In the studies made by Cheney, she discovers that many students are no longer able to express and expand their minds because of the barriers placed upon them by their teachers and peers. Cheney wrote that one must conform to the teachers way of thinking because if you do not, you are taking a chance in receiving a bad grade. Even though one must compromise one's own opinion to satisfy a teacher, it is worth it because you only need to take that course once if you follow the style and beliefs of your teacher. Then again, if you donUt follow the pattern of your teacher, you may end up taking that same course many times until you finally surrender to the beliefs of your instructors. The teacherUs opinion in the classroom can be overpowering in many cases and it can make you forfeit your own opinion even if you feel that you are right. Such intimidating methods of the teacher can repress the creativity of the student. Therefore, making the student into a uniform thinker, which is not the best way in acquiring knowledge. As Socrates would say, one must ask questions and challenge them to find the truth (the truth being knowledge) and that is the best way to acquire knowledge. I have gone through a similar experience in courses that I have taken in college. For example, When I did assignments for a feminist class I only wrote what the teacher wanted to see and kept my own opinions to my self. Even though I felt that my explanation would be a better one, all I was thinking about was getting a decent grade and moving on, which was something I really regret because I felt that I did not learn anything.

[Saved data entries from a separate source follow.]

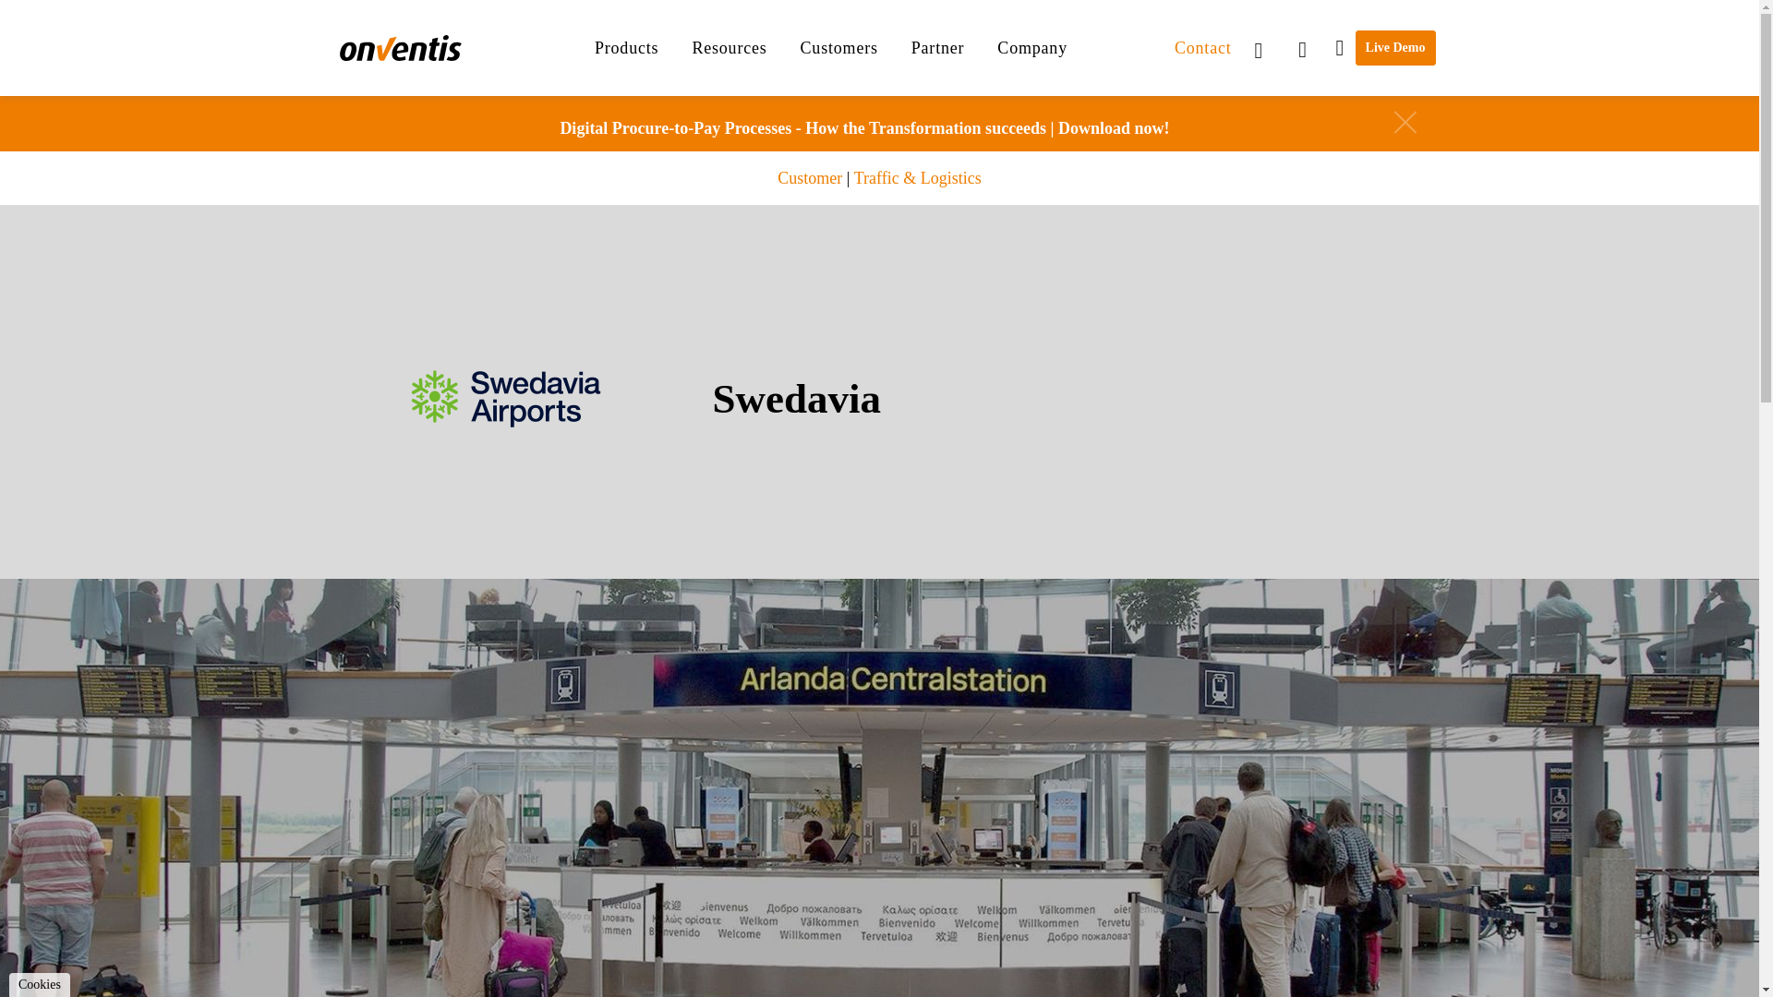  Describe the element at coordinates (626, 48) in the screenshot. I see `Products` at that location.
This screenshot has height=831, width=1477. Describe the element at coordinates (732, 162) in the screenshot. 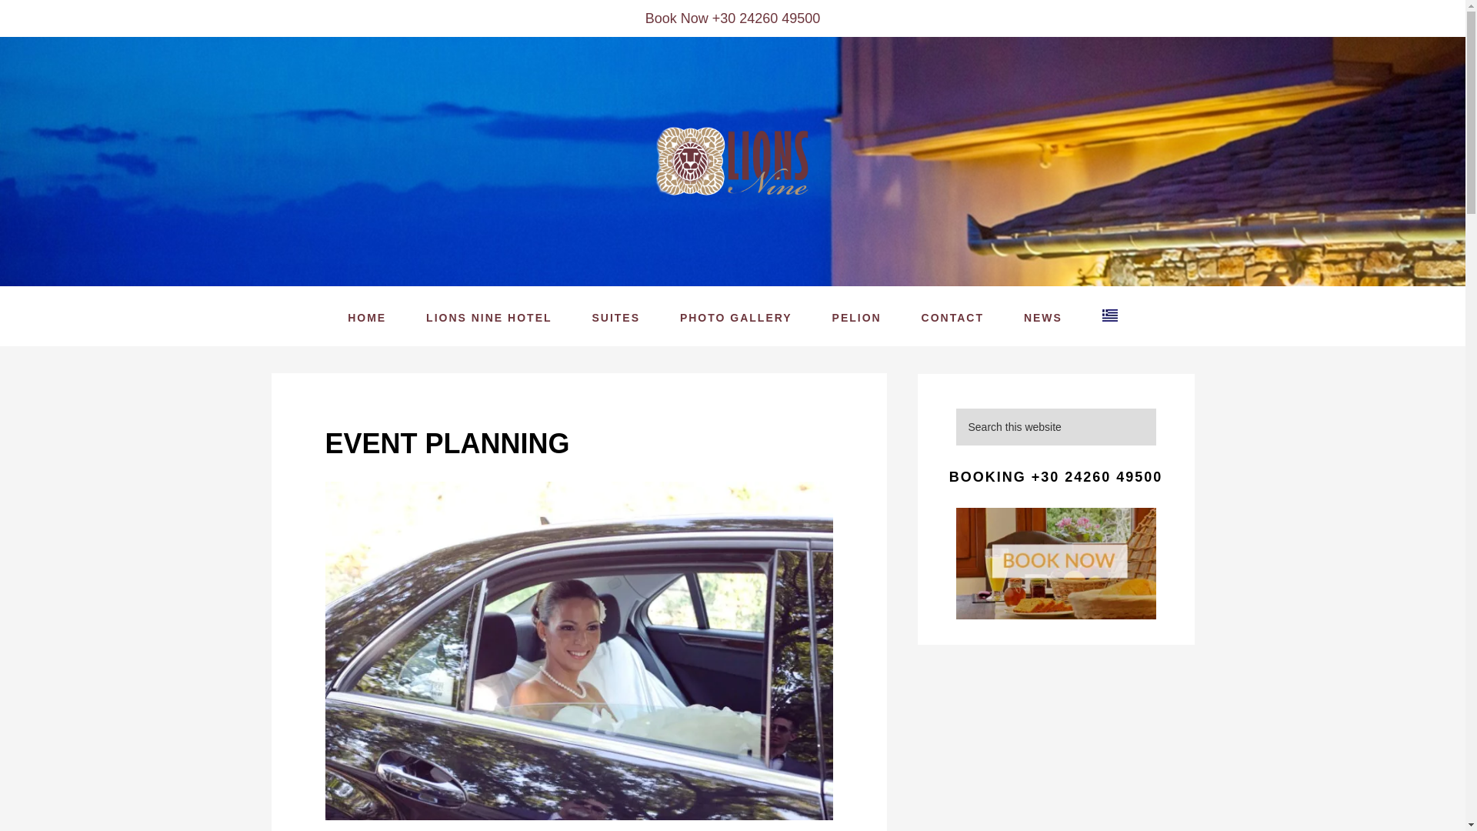

I see `LIONS NINE HOTEL - PELION GREECE` at that location.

education is life itself." This philosophy truly emphasizes the importance of education in one's life, and that they are indeed interrelated, not separated. I believe he was expressing, in part, the notion that education should serve us throughout our lives, constantly empowering us to achieve our greatest potential through self-realization. Learning, is a life-long process, by which we are all constantly searching for meaning through reflecting on our experiences to make sense of, and better understand the world in which we live in. I am humble enough to say that I too remain a student, not just in the literal sense, but in life. As teachers, I believe it is our responsibility to provide an educational experience that motivates our students to discover their own hidden potentials and to hopefully achieve self-realization. This is especially important for young children, for it is with the combination of their innate learning ability and the influence of great educators that can account for their marvelous capacity of potential.